Ohio makes the best IPAs in the country.
That claim would have been laughable years ago.
But today?
There’s a valid case to be made. Let’s examine the mounting evidence:
• Ohio brewers have won the gold medal in the imperial IPA category at the Great American Beer Festival three years running. Fat Head’s Hop JuJu won in 2013 and 2015, while Columbus Creeper got the top honor in 2014.
• Since 2010, Ohio brewers have won four medals for American-style IPAs at the Great American Beer Festival. Fat Head’s Head Hunter took a silver in 2010 and a bronze in 2011. Columbus Bodhi won a bronze in 2014. And The Brew Kettle White Rajah got bronze last year. (JAFB Rain Delay IPA won a silver in the International-style pale ale category last year.)
• Speaking of White Rajah, Paste held a blind taste test last year with 116 IPAs. White Rajah came out on top.
• Head Hunter won silver medals in 2012 and 2014 at the World Beer Cup.
• Head Hunter won the Brewing News National IPA Competition twice — in 2010 and 2012.
• The Brew Kettle El Lupulo Libre took home the crown in the Brewing News National Imperial IPA Competition in 2014.
That’s a consistent run of honors over the last several years. And it doesn’t even include Ohio fan favorites such as Hoof Hearted, Hoppin’ Frog and Rhinegeist, which are pumping out sought-after IPAs.
In case you weren’t adding up medals, Ohio brewers have taken home seven medals in the American-style and imperial IPA categories at the Great American Beer Festival since 2010 — second only to the 14 awarded California brewers.
California has, like, 8 ba-jillion breweries so its odds are greater at taking home hardware. Its well-deserved success on the national stage is the only thing standing in the way of declaring Ohio the undisputed IPA king.
Despite its penchant for producing medal worthy IPAs, Ohio seems to get little national notice.
“We don’t get the recognition we deserve,” Fat Head’s co-owner and brewer Matt Cole said. “People don’t think we’re capable.”
Maybe it’s an attitude that nothing so tasty can come out of the Midwest. Cole, who travels often, has heard that East Coast and West Coast bias.
Let’s face it, much of the national IPA discussion is focused on Heady Topper this and Pliny the Elder that.

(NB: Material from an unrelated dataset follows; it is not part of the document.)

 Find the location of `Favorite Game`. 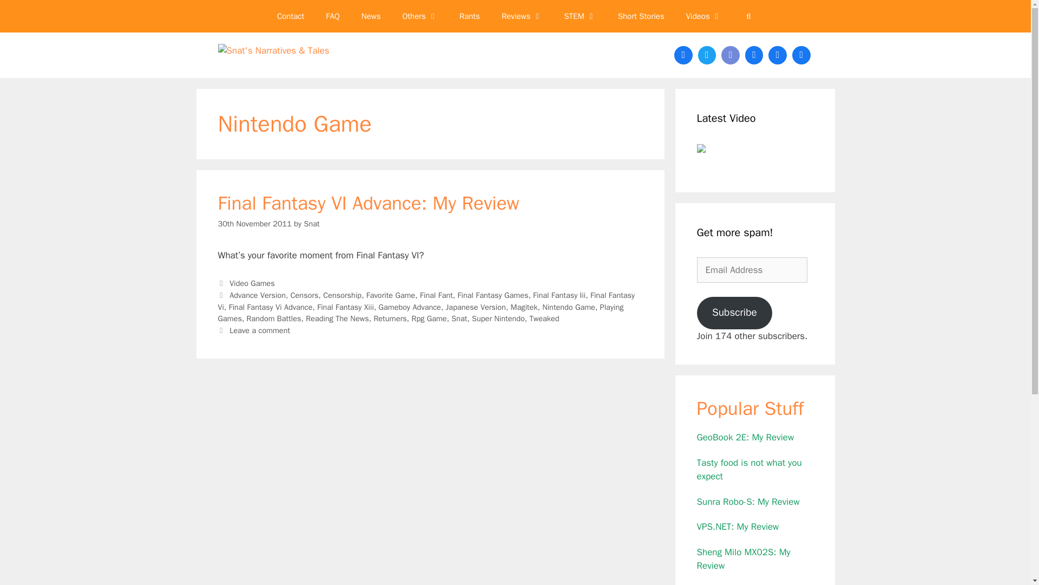

Favorite Game is located at coordinates (391, 294).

One person who doesn’t have to be convinced about the Buckeye State’s prowess is Joshua Bernstein, author of The Complete Beer Course and a Dayton native.
He is working on a new book about IPAs and plans to include Fat Head’s, Columbus and The Brew Kettle.
“Ohio is making great, balanced, IPAs, forthright with hop presence but not over-the-top,” Bernstein said when asked about Ohio’s reputation. “They can stand toe-to-toe on a national stage. They’re not quite the new hotness of the Northeast IPA — essentially, unfiltered hop milkshakes full of aroma and flavor, not bitterness — but that’s just fine.
“The Ohio IPAs banish neither malt nor bitterness, but they remain bright, fragrant, and eminently, compulsively drinkable, from the first bottle in the six-pack to the last.”